Rest assured Clevelanders, the Browns, Indians and Cavaliers are going nowhere. They know how much of the “store” (over $1 billion since 1990) your politicians have already given them. The sports bosses like to call themselves capitalists. So let them behave like capitalists and invest their own money and no longer dare to turn your tax dollars into their profits.

The Coalition Against the Sin Tax (CAST) wants full disclosure of the secret “obligations” imposed on the public in these existing corporate welfare contracts so that residents can know what’s going on with their pocketbooks (see the Coalition Against the Sin Tax for more information).

“Who us worry?” non-Clevelanders might be saying. Better think again. The greedy sports billionaires are all over the country. They never stop expanding their mounting wealth at other people’s expense. Until you stop them.

(Ralph Nader is a consumer advocate, lawyer and author of Only the Super-Rich Can Save Us! He is a contributor to Hopeless: Barack Obama and the Politics of Illusion, published by AK Press. Hopeless is also available in a Kindle edition.)

6 Comments

  1. John Sakowicz May 3, 2014

    Quote of the Day

    Today is Sheriff Tom Allman’s birthday, and I shared this quote with him: “Every society gets the kind of criminal it deserves. What is equally true is that every community gets the kind of law enforcement it insists on.” – Robert Kennedy

  2. Harvey Reading May 3, 2014

    “MAN CUSSING IN FRONT OF LIBRARY”

    If the libraries there are as stocked with right-wing, neoliberal crap as they are here, I cannot blame the guy.

  3. Helen Michael May 3, 2014

    The amount paid to the law firm was $250,000, not $750,000.

  4. Mark Scaramella May 3, 2014

    To Helen Michael: Yes. We were going to correct that tonight. (And will.) But we’re still having trouble with the math related to the claim that that $250k would have been close to the cost of granting the 3% raise increase for SEIU employees. The Board approved the increase from $120k to $250k in late March on the consent calendar with no discussion at all, not even a question about why it went up so much since last year. Obviously it’s bad for employee morale when the Board approves such large outlays for keeping the lid on wage increases without even discussing it while contract negotiations are at a standstill.

    • chewsome May 3, 2014

      To Mark Scaramella: Could it make sense in a way, that the Board increase for litigation, approved on Consent Calendar, would have no discussion, because that Discussion occurred in Closed Session under Litigation, perhaps in violation of the Brown Act, because it was not specifically publicly Noticed as an Agenda Item for closed session Discussion except as a generalized Agenda Item.
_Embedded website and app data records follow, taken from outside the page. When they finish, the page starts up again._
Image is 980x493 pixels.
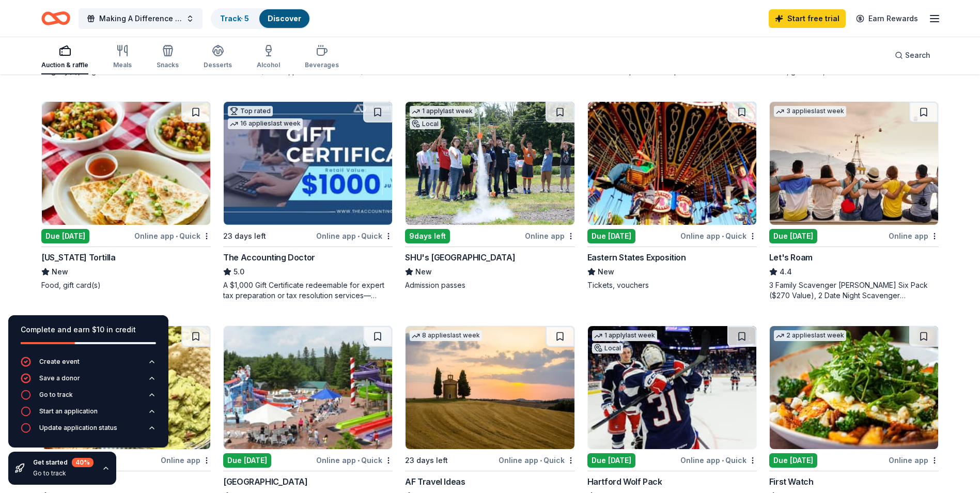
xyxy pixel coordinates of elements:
[223,102,392,301] a: Image for The Accounting DoctorTop rated16 applieslast week23 days leftOnline app•QuickThe Accoun...
[39,424,117,433] div: Update application status
[41,41,88,74] button: Auction & raffle
[223,475,307,488] div: [GEOGRAPHIC_DATA]
[405,229,450,243] div: 9 days left
[405,475,465,488] div: AF Travel Ideas
[769,326,938,450] img: Image for First Watch
[257,61,280,69] div: Alcohol
[850,10,924,28] a: Earn Rewards
[405,251,515,264] div: SHU's [GEOGRAPHIC_DATA]
[41,6,70,30] a: Home
[267,14,301,23] a: Discover
[905,49,931,61] span: Search
[598,266,614,278] span: New
[722,232,724,240] span: •
[316,229,392,242] div: Online app Quick
[722,456,724,465] span: •
[21,374,156,390] button: Save a donor
[889,229,939,242] div: Online app
[588,229,635,243] div: Due [DATE]
[203,41,232,74] button: Desserts
[357,456,359,465] span: •
[588,326,756,450] img: Image for Hartford Wolf Pack
[228,119,303,129] div: 16 applies last week
[769,229,817,243] div: Due [DATE]
[223,251,315,264] div: The Accounting Doctor
[588,102,756,225] img: Image for Eastern States Exposition
[305,41,339,74] button: Beverages
[113,61,132,69] div: Meals
[223,453,271,468] div: Due [DATE]
[357,232,359,240] span: •
[305,61,339,69] div: Beverages
[39,357,80,366] div: Create event
[774,106,846,117] div: 3 applies last week
[39,408,98,416] div: Start an application
[33,469,94,478] div: Go to track
[79,8,202,29] button: Making A Difference Gala
[224,326,392,450] img: Image for Santa's Village
[406,102,574,225] img: Image for SHU's Discovery Science Center & Planetarium
[72,458,94,467] div: 40 %
[498,454,575,467] div: Online app Quick
[588,280,757,290] div: Tickets, vouchers
[415,266,432,278] span: New
[409,119,440,129] div: Local
[588,453,635,468] div: Due [DATE]
[21,357,156,374] button: Create event
[886,45,939,66] button: Search
[405,102,574,290] a: Image for SHU's Discovery Science Center & Planetarium1 applylast weekLocal9days leftOnline appSH...
[42,102,211,225] img: Image for California Tortilla
[769,10,845,28] a: Start free trial
[39,374,80,382] div: Save a donor
[769,280,939,301] div: 3 Family Scavenger [PERSON_NAME] Six Pack ($270 Value), 2 Date Night Scavenger [PERSON_NAME] Two ...
[41,102,211,290] a: Image for California TortillaDue [DATE]Online app•Quick[US_STATE] TortillaNewFood, gift card(s)
[161,454,211,467] div: Online app
[33,458,94,467] div: Get started
[52,266,68,278] span: New
[113,41,132,74] button: Meals
[525,229,575,242] div: Online app
[257,41,280,74] button: Alcohol
[405,455,448,467] div: 23 days left
[406,326,574,450] img: Image for AF Travel Ideas
[588,475,662,488] div: Hartford Wolf Pack
[134,229,211,242] div: Online app Quick
[203,61,232,69] div: Desserts
[223,230,266,242] div: 23 days left
[592,330,657,341] div: 1 apply last week
[176,232,177,240] span: •
[157,41,179,74] button: Snacks
[409,330,482,341] div: 8 applies last week
[224,102,392,225] img: Image for The Accounting Doctor
[769,102,939,301] a: Image for Let's Roam3 applieslast weekDue [DATE]Online appLet's Roam4.43 Family Scavenger [PERSON...
[769,251,813,264] div: Let's Roam
[540,456,542,465] span: •
[409,106,475,117] div: 1 apply last week
[21,406,156,423] button: Start an application
[223,280,392,301] div: A $1,000 Gift Certificate redeemable for expert tax preparation or tax resolution services—recipi...
[769,453,817,468] div: Due [DATE]
[228,106,272,116] div: Top rated
[769,102,938,225] img: Image for Let's Roam
[41,229,89,243] div: Due [DATE]
[889,454,939,467] div: Online app
[41,280,211,290] div: Food, gift card(s)
[769,475,814,488] div: First Watch
[780,266,792,278] span: 4.4
[680,454,757,467] div: Online app Quick
[588,251,686,264] div: Eastern States Exposition
[405,280,574,290] div: Admission passes
[592,343,623,354] div: Local
[233,266,244,278] span: 5.0
[220,14,249,23] a: Track· 5
[41,251,115,264] div: [US_STATE] Tortilla
[21,324,156,336] div: Complete and earn $10 in credit
[680,229,757,242] div: Online app Quick
[21,423,156,439] button: Update application status
[157,61,179,69] div: Snacks
[41,61,88,69] div: Auction & raffle
[774,330,846,341] div: 2 applies last week
[211,8,311,29] button: Track· 5Discover
[21,390,156,406] button: Go to track
[39,391,73,399] div: Go to track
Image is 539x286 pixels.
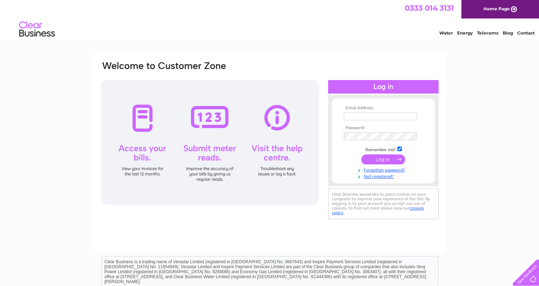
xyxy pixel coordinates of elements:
[517,30,535,36] a: Contact
[405,4,454,12] a: 0333 014 3131
[342,126,425,131] th: Password:
[344,166,425,173] a: Forgotten password?
[342,106,425,111] th: Email Address:
[344,173,425,180] a: Not registered?
[439,30,453,36] a: Water
[503,30,513,36] a: Blog
[332,206,424,216] a: cookies policy
[102,4,438,35] div: Clear Business is a trading name of Verastar Limited (registered in [GEOGRAPHIC_DATA] No. 3667643...
[342,146,425,153] td: Remember me?
[328,188,439,219] div: Clear Business would like to place cookies on your computer to improve your experience of the sit...
[477,30,498,36] a: Telecoms
[19,19,55,40] img: logo.png
[361,155,405,165] input: Submit
[457,30,473,36] a: Energy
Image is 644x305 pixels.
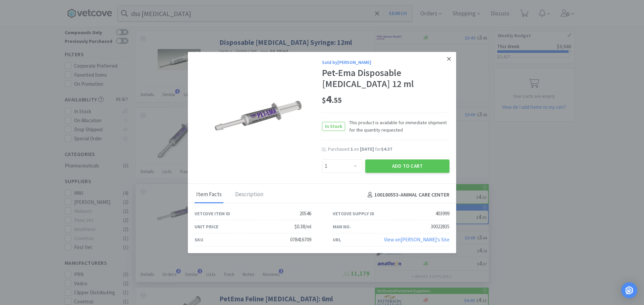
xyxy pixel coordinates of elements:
div: $0.38/ml [294,222,311,231]
span: . 55 [332,96,342,105]
div: 078416709 [290,236,311,244]
div: Item Facts [194,187,223,203]
div: Description [233,187,265,203]
img: f9257c12392d469e883252304afb987e_403999.jpeg [215,72,302,159]
div: Pet-Ema Disposable [MEDICAL_DATA] 12 ml [322,67,450,90]
span: 4 [322,92,342,106]
div: Sold by [PERSON_NAME] [322,59,450,66]
h4: 100180553 - ANIMAL CARE CENTER [365,191,450,199]
div: 30022835 [430,222,450,231]
div: Unit Price [194,223,218,230]
button: Add to Cart [365,159,450,173]
span: This product is available for immediate shipment for the quantity requested [345,119,450,134]
div: Vetcove Item ID [194,210,230,217]
span: $ [322,96,326,105]
div: Purchased on for [328,147,450,153]
span: 1 [350,147,353,152]
span: $4.37 [381,147,392,152]
div: 403999 [435,210,450,218]
div: Open Intercom Messenger [622,283,637,298]
div: URL [333,236,341,244]
span: In Stock [323,122,345,131]
div: Vetcove Supply ID [333,210,374,217]
div: SKU [194,236,203,244]
a: View on[PERSON_NAME]'s Site [384,236,450,243]
span: [DATE] [360,147,374,152]
div: 20546 [300,210,311,218]
div: Man No. [333,223,351,230]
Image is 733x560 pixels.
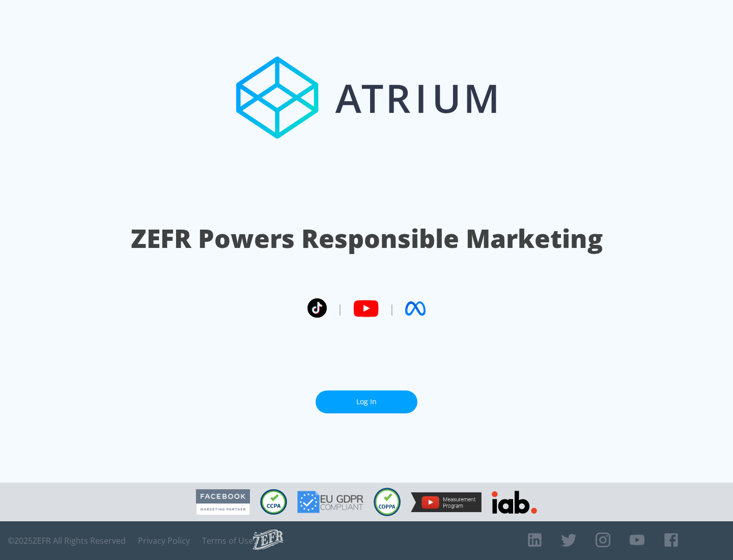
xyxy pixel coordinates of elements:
img: COPPA Compliant [374,488,401,516]
span: | [337,301,343,316]
span: | [389,301,395,316]
a: Log In [315,390,418,414]
span: © 2025 ZEFR All Rights Reserved [8,535,126,545]
img: IAB [492,490,537,514]
img: CCPA Compliant [260,489,287,515]
img: GDPR Compliant [298,490,363,513]
a: Terms of Use [202,535,253,545]
a: Privacy Policy [138,535,190,545]
img: Facebook Marketing Partner [196,489,250,515]
img: YouTube Measurement Program [411,492,482,512]
h1: ZEFR Powers Responsible Marketing [131,221,602,256]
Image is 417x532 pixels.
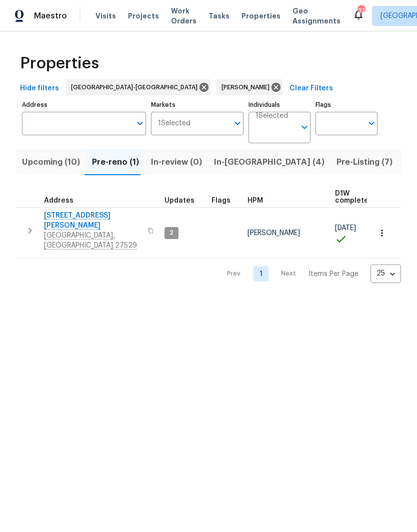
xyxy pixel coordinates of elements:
span: Geo Assignments [292,6,341,26]
span: In-review (0) [151,155,202,169]
p: Items Per Page [309,269,358,279]
span: Projects [128,11,159,21]
span: [PERSON_NAME] [221,82,273,93]
span: Visits [95,11,116,21]
span: D1W complete [335,190,368,204]
span: 1 Selected [255,112,288,120]
span: 2 [165,229,177,237]
span: HPM [247,197,263,204]
label: Markets [151,102,244,108]
span: Address [44,197,73,204]
button: Open [230,116,245,131]
span: Clear Filters [290,82,333,95]
span: Tasks [208,12,229,20]
span: Updates [164,197,195,204]
button: Open [364,116,378,131]
nav: Pagination Navigation [217,264,401,283]
span: Properties [241,11,280,21]
label: Individuals [248,102,310,108]
button: Hide filters [16,80,63,98]
button: Open [297,120,311,134]
span: Flags [211,197,230,204]
span: Upcoming (10) [22,155,80,169]
a: Goto page 1 [253,266,268,282]
span: Pre-Listing (7) [336,155,392,169]
span: [PERSON_NAME] [247,230,300,237]
span: In-[GEOGRAPHIC_DATA] (4) [214,155,324,169]
div: 37 [357,6,364,16]
span: 1 Selected [158,119,190,128]
div: [GEOGRAPHIC_DATA]-[GEOGRAPHIC_DATA] [66,80,210,95]
div: [PERSON_NAME] [216,80,283,95]
span: Hide filters [20,82,59,95]
label: Address [22,102,146,108]
label: Flags [316,102,377,108]
button: Open [133,116,147,131]
div: 25 [370,261,401,287]
span: [DATE] [335,225,356,232]
span: Pre-reno (1) [92,155,139,169]
span: Properties [20,59,99,68]
span: Work Orders [171,6,196,26]
button: Clear Filters [285,80,337,98]
span: Maestro [34,11,67,21]
span: [GEOGRAPHIC_DATA]-[GEOGRAPHIC_DATA] [71,82,201,93]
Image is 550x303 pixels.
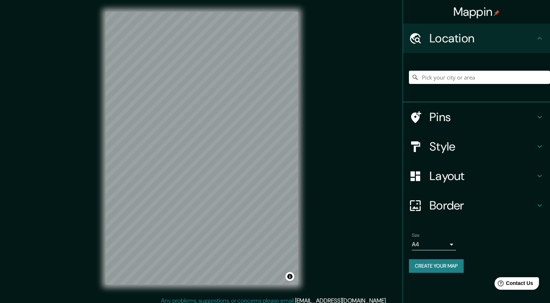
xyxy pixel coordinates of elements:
div: Layout [403,161,550,190]
h4: Border [430,198,536,212]
h4: Location [430,31,536,46]
div: Border [403,190,550,220]
h4: Mappin [454,4,500,19]
input: Pick your city or area [409,71,550,84]
iframe: Help widget launcher [485,274,542,294]
button: Create your map [409,259,464,272]
div: Style [403,132,550,161]
img: pin-icon.png [494,10,500,16]
div: Location [403,24,550,53]
button: Toggle attribution [286,272,294,280]
label: Size [412,232,420,238]
h4: Style [430,139,536,154]
div: Pins [403,102,550,132]
canvas: Map [105,12,298,284]
h4: Layout [430,168,536,183]
div: A4 [412,238,456,250]
h4: Pins [430,110,536,124]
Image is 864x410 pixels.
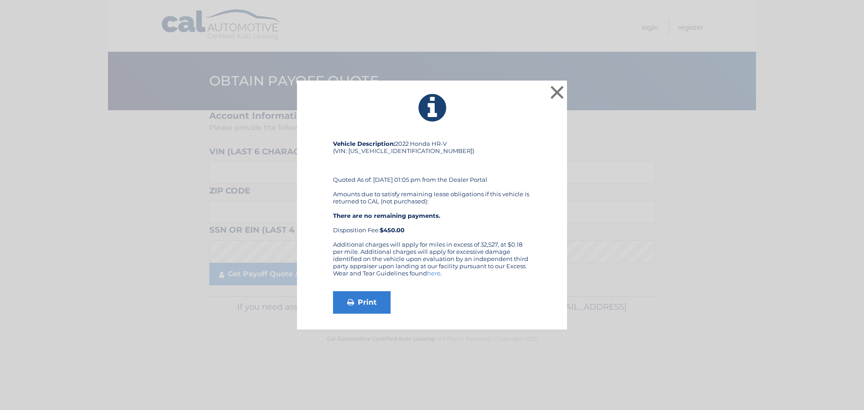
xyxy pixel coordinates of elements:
div: Amounts due to satisfy remaining lease obligations if this vehicle is returned to CAL (not purcha... [333,190,531,233]
a: here [427,269,440,277]
strong: Vehicle Description: [333,140,395,147]
div: 2022 Honda HR-V (VIN: [US_VEHICLE_IDENTIFICATION_NUMBER]) Quoted As of: [DATE] 01:05 pm from the ... [333,140,531,241]
div: Additional charges will apply for miles in excess of 32,527, at $0.18 per mile. Additional charge... [333,241,531,284]
button: × [548,83,566,101]
a: Print [333,291,391,314]
strong: $450.00 [380,226,404,233]
strong: There are no remaining payments. [333,212,440,219]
Of course I could be pushing the envelope here, and tilting at windmills more than is procedurally warranted legally.

    • Pam Partee May 4, 2014

      Mark,
      The 3%, $250,000, figure came from the county’s estimation of what the 10% would glean for the county coffers back in 2010. Since then, the county employee count has been trimmed as well as the wages. If you look at the 2013-14 Mid-year Budget Report (http://www.co.mendocino.ca.us/administration/pdf/FY_2013-14_Mid-Year_Report.pdf)you can’t help but notice that most departments are in the black due to salary reduction and vacancies. What most county residents don’t take into account: 1)we are no longer competitive with adjoining counties so we are losing our younger staff to better paid positions elsewhere as well as encouraging retirement of our veterans because their pension wage base is in the past rather than the future, and 2)most everyone employed by the county except the SEIU line staff has a straight 3-4% base wage county contribution to a deferred retirement account in addition to their pension–so they already have the 3% extra. Nonetheless, the county has allowed management to demand a me-too to their negotiated contract so if SEIU gets a small raise, they get the same. This has allowed the county to use the “me-too” clause to argue against an increase for their lowest paid workers. A better approach would be to bring up the lower wages to keep the line employees here and attract good candidates for the open positions we now see constantly advertised. Don’t we want to encourage younger residents and job candidates to work in our communities rather than accept better paying jobs elsewhere?